Some of the blessings in our lives we can honestly say we have done something to earn or to deserve – but most of them we cannot. They just are, and words can go no further.
We give thanks because we know, deep down in our bones, that it could be otherwise. Soon after poet Jane Kenyon learned that her husband had cancer, she wrote these words:
“I got out of bed on
two strong legs. It might have been
otherwise.
I ate cereal, sweet
milk, ripe, flawless peach. It might
have been otherwise.
I took the dog uphill
to the birch wood. All morning I did
the work I love.
At noon I lay down
with my mate. It might have been
otherwise.
We ate dinner at a
table with silver candlesticks. It
might have been otherwise.
I slept in a bed with
paintings on the walls, and planned another day just like this day.
But one day, I know,
it will be otherwise.”[1]
Sisters and brothers, gratitude is the only response we can make in the face of so much “otherwise.”
As important as gratitude is, we cannot stop there. Gratitude is a feeling, it is a kind of love, and like every kind of love, it can only reach its fullness when it is expressed. Thus the feeling of gratitude needs the act of thanks giving just as the feeling of love can only be completed in the act of loving. Otherwise, no matter how good it feels, it is incomplete, unfinished and destined to fade away and be forgotten.
Gifts are meant be given. We are constantly given gifts that we have not earned and have done nothing to deserve – and when we stop to notice, when we feel gratitude wrap its soft arms around us like grandmother’s quilt – then we must give thanks, we must pass it on, giving of ourselves freely, and not only to the people we love, but to those we do not – to strangers, to the earth, even to nobody and nothing in particular. We must give in our gratitude, for when we do this everything and everyone is enriched by our giving, including us.
For as I’ve said before, when gratitude becomes the wellspring of your life it is like the powerful revolution of a waterwheel – you begin in gratitude and so you give in gratitude and in the act of giving you discover even more richness, even more to be grateful for - which in turn fills you up all over again, overflowing the banks of your heart and flowing through your hands into an aching and thirsty world.
This abundance is not ours, and yet it is here for us. This abundance is not ours, and yet it is ours to give.
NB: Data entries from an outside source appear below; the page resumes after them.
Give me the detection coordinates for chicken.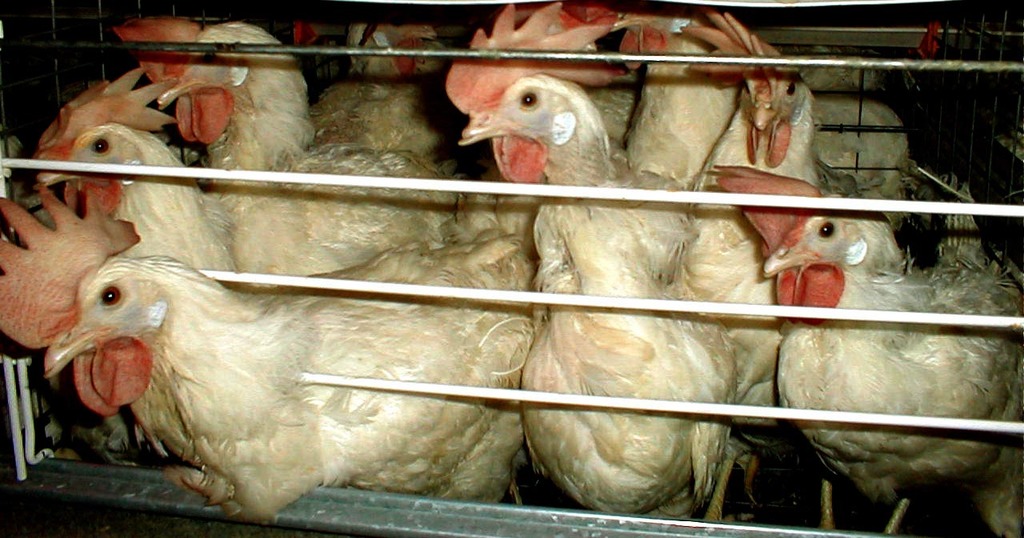
detection(438, 0, 741, 528).
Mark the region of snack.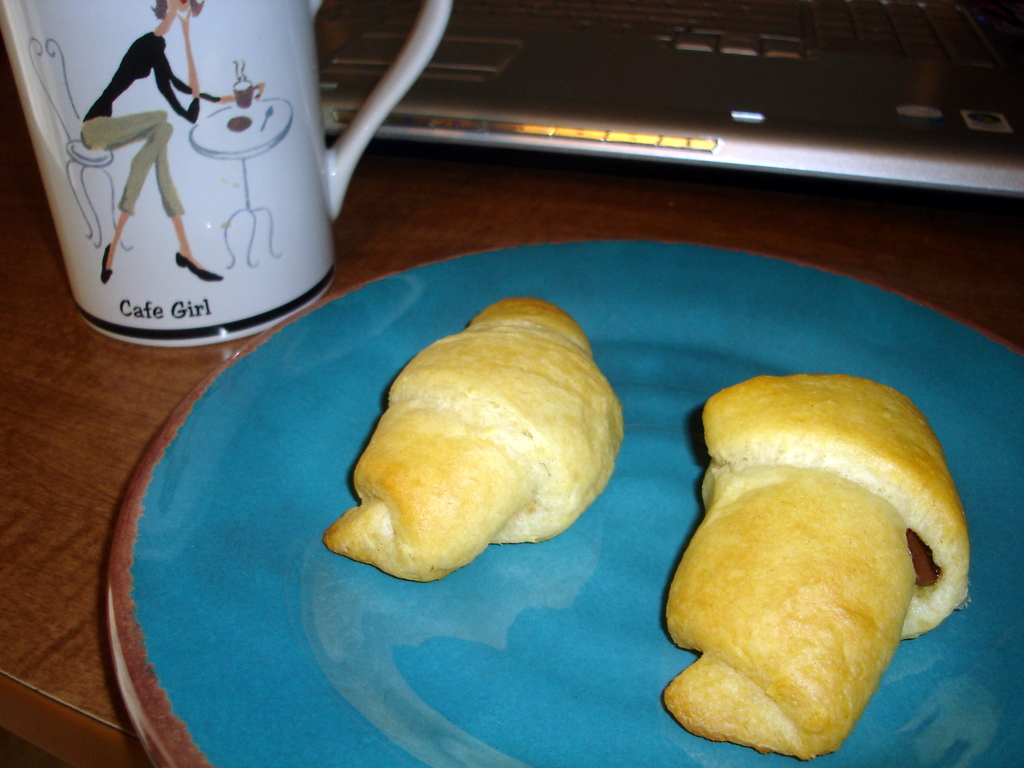
Region: bbox=(324, 291, 635, 590).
Gratitude does not belong to the accountants, it’s not to be measured out quid pro quo and balanced on a ledger somewhere. Gratitude is an orientation, a way of living life.
So let us count our blessings, every single one. And for every blessing, as our hearts overflow and the great wheel turns – let us give thanks, let us give something of ourselves in offering, in acknowledgement, in prayer. If you notice something you are grateful for once a day, then give thanks once a day – and if, after much practice, you find yourself finding things to be grateful for all day long – then give thanks all day long!
'Tis
the gift to be simple, 'tis the gift to be free,
'Tis
the gift to come down where we ought to be,
And
when we find ourselves in the place just right,
'Twill
be in the valley of love and delight.
When
true simplicity is gain'd,
To
bow and to bend we shan't be asham'd,
To
turn, turn will be our delight,
Till
by turning, turning we come round right.
Amen.
[1] Thanks to the Rev. Robin Landerman Zucker for introducing me to this poem in her sermon, “Otherwise.”